Today headteachers and principals must be prepared to react to or instigate dramatic change in their school.
This includes changes to regulations, with Ofsted and the Department for Education currently reforming inspections in response to the tragic death of Ruth Perry.
School leaders must also keep up with changing demands from employers, who expect young people entering employment to be comfortable with new technologies such as artificial intelligence. Principals across the University Technical College programme are constantly and successfully adapting to the shifting demands of employers and order books.
There are even changes to the structure of the school to contend with. Many headteachers and principals are having to grapple with the problems caused by RAAC and other legacy issues such as asbestos.
On a grander level, school leaders must be prepared to change how and what their school delivers to ensure their students are prepared for their next stage – be that education, employment, or training – and their life’s journey.
Dyson provides example of how to enact change
One of this country’s leading agents of change has been Sir James Dyson. Having built his success on innovative thinking and questioning established theories in manufacturing, he has recently turned his attention to reforming education.
Sir James’ donation of £6 million to Malmesbury Primary School to allow it to build new facilities including a science, technology, engineering, arts, and maths centre will be a boon for students and local employers.
I would like to think that Sir James’ donation follows in the same tradition as mine and Lord Dearing’s work in establishing the University Technical College programme. He recognises, as we did, how important it is that young people experience technical education at a young age, so they develop a mature understanding of their life options.
Much like us, however, Sir James is having to fight outdated thinking and entrenched bureaucracy to establish new STEM provision.
His donation depended on the school receiving permission from the Department for Education to expand its pupil numbers from 420 to 630. Wiltshire Council has opposed this because it may mean inferior primary schools in the area will close.
Thankfully, common sense has won through and Education Secretary Gillian Keegan has greenlit Malmesbury’s expansion.
Yet this episode highlights that the best changes and the most vociferous agents of those changes will always come into conflict with received wisdom.
The next government must be an agent of change
The next government will have to make a great many changes to our education system. In early years, in schools, and in further and higher education, infrastructure and personnel are at the very end of their tolerances and the sector is in dire need of not just investment, but reform.
The Education Secretary in this new government, whether they be Labour or Conservative, will have to overcome opposition to reform the curriculum and improve both school behaviour and attendance. The urgent need is to provide employability skills for every student. I believe this means EBacc and Progress 8 should be abandoned to allow all schools greater flexibility to introduce technical, practical and cultural subjects – all of which have been in decline since 2010. Our schools and students deserve a 21st century curriculum suited to our digital and green age.
So, I would press them to be bold, not just in their spending commitments but in the scope of their ambition and in how vociferously they push change. We do not need tinkering around the edges, but changes on the scale of Rab Butler’s 1944 Education Act, to ensure students are enthusiastic and prepared for their future.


_YOUR TASK_
Report how many lines in the listing below include the word "interest". Write nothing besides the number.

TASK MATERIAL section start

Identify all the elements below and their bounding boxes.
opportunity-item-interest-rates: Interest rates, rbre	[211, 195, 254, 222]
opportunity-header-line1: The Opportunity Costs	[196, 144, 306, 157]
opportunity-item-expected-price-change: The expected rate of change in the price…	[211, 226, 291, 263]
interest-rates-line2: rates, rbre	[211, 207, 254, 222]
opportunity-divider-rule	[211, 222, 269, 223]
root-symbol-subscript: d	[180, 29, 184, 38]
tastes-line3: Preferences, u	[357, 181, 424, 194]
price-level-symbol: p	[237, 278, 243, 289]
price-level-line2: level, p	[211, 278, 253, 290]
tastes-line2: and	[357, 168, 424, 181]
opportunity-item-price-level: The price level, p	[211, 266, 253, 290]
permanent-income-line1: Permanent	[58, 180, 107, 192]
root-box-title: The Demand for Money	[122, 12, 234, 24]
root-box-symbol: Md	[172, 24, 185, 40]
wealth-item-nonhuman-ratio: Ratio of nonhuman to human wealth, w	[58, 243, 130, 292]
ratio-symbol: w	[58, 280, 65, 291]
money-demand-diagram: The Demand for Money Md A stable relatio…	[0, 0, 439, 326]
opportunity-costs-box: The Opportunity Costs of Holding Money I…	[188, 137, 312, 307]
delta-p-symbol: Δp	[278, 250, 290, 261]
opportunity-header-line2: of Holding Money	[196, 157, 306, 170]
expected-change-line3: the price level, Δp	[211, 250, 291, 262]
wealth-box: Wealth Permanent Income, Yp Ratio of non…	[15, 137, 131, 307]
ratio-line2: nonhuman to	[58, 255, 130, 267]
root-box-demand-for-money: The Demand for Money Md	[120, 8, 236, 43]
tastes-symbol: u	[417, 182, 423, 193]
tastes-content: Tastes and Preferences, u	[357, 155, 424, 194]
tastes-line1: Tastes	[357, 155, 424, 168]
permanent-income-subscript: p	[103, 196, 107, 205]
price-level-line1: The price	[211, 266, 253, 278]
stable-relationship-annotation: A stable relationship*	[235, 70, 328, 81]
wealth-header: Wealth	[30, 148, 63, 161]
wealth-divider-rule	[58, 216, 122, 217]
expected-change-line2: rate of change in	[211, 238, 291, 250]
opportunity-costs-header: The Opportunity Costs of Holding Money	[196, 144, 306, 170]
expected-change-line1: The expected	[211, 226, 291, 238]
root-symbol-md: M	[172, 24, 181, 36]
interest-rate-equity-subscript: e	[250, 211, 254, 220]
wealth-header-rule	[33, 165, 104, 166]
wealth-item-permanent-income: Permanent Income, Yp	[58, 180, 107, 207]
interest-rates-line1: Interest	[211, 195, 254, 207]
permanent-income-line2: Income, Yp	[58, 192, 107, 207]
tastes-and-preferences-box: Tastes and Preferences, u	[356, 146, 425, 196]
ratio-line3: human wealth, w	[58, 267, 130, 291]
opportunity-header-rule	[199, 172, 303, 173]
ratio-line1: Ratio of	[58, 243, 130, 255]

TASK MATERIAL section end

_EXPECTED OUTPUT_
4